I was thinking, sadly, that my first experience in printed fiction was with a gay character in Orson Scott Card's The Memory of Earth. The character is persuaded to leave his planet to travel on a pilgrimage to Earth, but he first must marry a woman and agree to produce children, as if there's never any problems with that. What a martyr. Then his sexuality is dismissed through the rest of the book and the sequels, because it's OSC writing him.
I think I was newly fourteen when I read that novel.
But when I was twelve years old, an English tutor learned I liked Shakespeare's Romeo and Juliet. He loaned me a copy of Twelfth Night, aka What You Will. I was in theater at the time, and I was delighted by the idea that I might one day play Viola/Cesario, wearing both masculine and feminine costumes for the same character, with both the Duke and Lady Olivia to play off of in a wooing game.
(The one time I've auditioned for the part, I was turned down by the playhouse because of my age, still a minor.)
I don't think I read a book with multiple openly queer characters until my late 20s, when I lived somewhere with an annual Pride festival. Before that, if my local public libraries offered any, it was something of a secret I wasn't in on.
I was thinking, sadly, that my first experience in printed fiction was with a gay character in Orson Scott Card's The Memory of Earth. The character is persuaded to leave his planet to travel on a pilgrimage to Earth, but he first must marry a woman and agree to produce children, as if there's never any problems with that.
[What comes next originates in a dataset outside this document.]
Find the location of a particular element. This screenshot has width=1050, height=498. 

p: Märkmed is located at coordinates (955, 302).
What a martyr. Then his sexuality is dismissed through the rest of the book and the sequels, because it's OSC writing him.
I think I was newly fourteen when I read that novel.
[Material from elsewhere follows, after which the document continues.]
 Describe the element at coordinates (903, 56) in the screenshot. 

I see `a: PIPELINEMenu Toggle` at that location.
But when I was twelve years old, an English tutor learned I liked Shakespeare's Romeo and Juliet. He loaned me a copy of Twelfth Night, aka What You Will. I was in theater at the time, and I was delighted by the idea that I might one day play Viola/Cesario, wearing both masculine and feminine costumes for the same character, with both the Duke and Lady Olivia to play off of in a wooing game.
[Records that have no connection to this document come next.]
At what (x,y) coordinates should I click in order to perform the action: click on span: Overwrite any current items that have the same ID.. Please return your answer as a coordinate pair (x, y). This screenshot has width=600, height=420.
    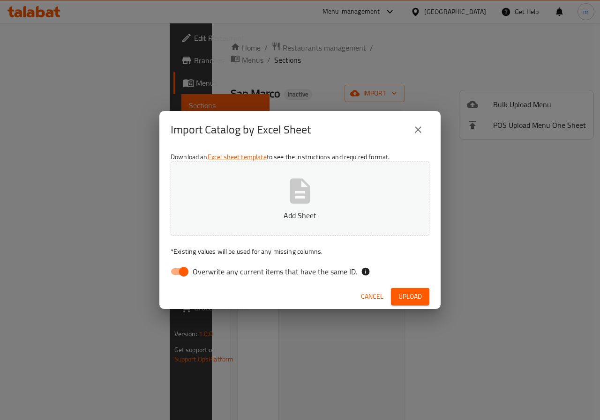
    Looking at the image, I should click on (275, 272).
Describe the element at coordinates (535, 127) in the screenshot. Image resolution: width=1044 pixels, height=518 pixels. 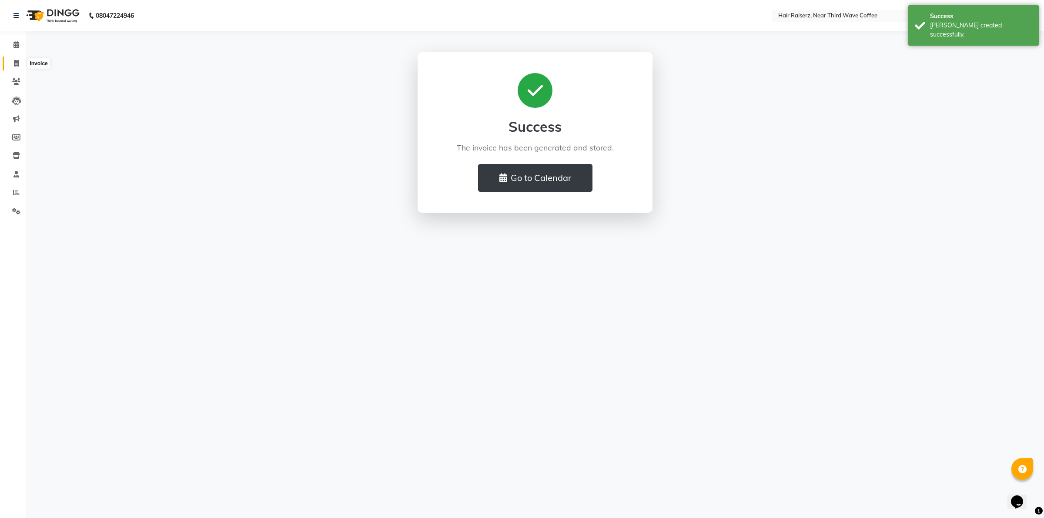
I see `h2: Success` at that location.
(The one time I've auditioned for the part, I was turned down by the playhouse because of my age, still a minor.)
I don't think I read a book with multiple openly queer characters until my late 20s, when I lived somewhere with an annual Pride festival. Before that, if my local public libraries offered any, it was something of a secret I wasn't in on.
6LolaWalser
Interesting question, I wish I knew exactly... Technically, I suppose it must've been in one of my favourite Ladybird books, about Alexander the Great, but at three and thereabouts I certainly didn't know he'd qualify. Handel was another... (Ladybird "Story of Music" series)
7Aquila
I honestly don't know. Probably something scifi, which was the hidden way that queer characters turned up in my reading for a long time, since other queer books tended to be categorised as such and weren't where I could access them. But when I was in my early 20s Dare Truth or Promise won our National Childrens Book Awards, and that was amazing, even with the controversy over the win.
8chaotic.cacophony
David Levithan has some good LGBTQ+ books, I particularly liked Every Day.
9Nicole_VanK
That's a tough one. I always knew I wasn't cis/het/endosex, but I didn't seem to fit any "established" category at that time. The Alix comics by Jacques Martin are somewhat homoerotic, but I'm not a gay man - so that didn't really help much either
10jseger9000
There may have been others before, but the first openly gay book I can remember picking up was The Adventures of Miles Diamond by Derek Adams, an erotic detective story put out by Harlequin's Badboy Books imprint. I became a fan of that imprint and had many of their books (a shame I didn't hold on to them, some of them are worth $$$ now.
I've known I was gay since I was a kid, but growing up in the '70's and '80's, gay-themed books weren't so easy to find. Those Badboy books opened my eyes a bit.
I've known I was gay since I was a kid, but growing up in the '70's and '80's, gay-themed books weren't so easy to find. Those Badboy books opened my eyes a bit.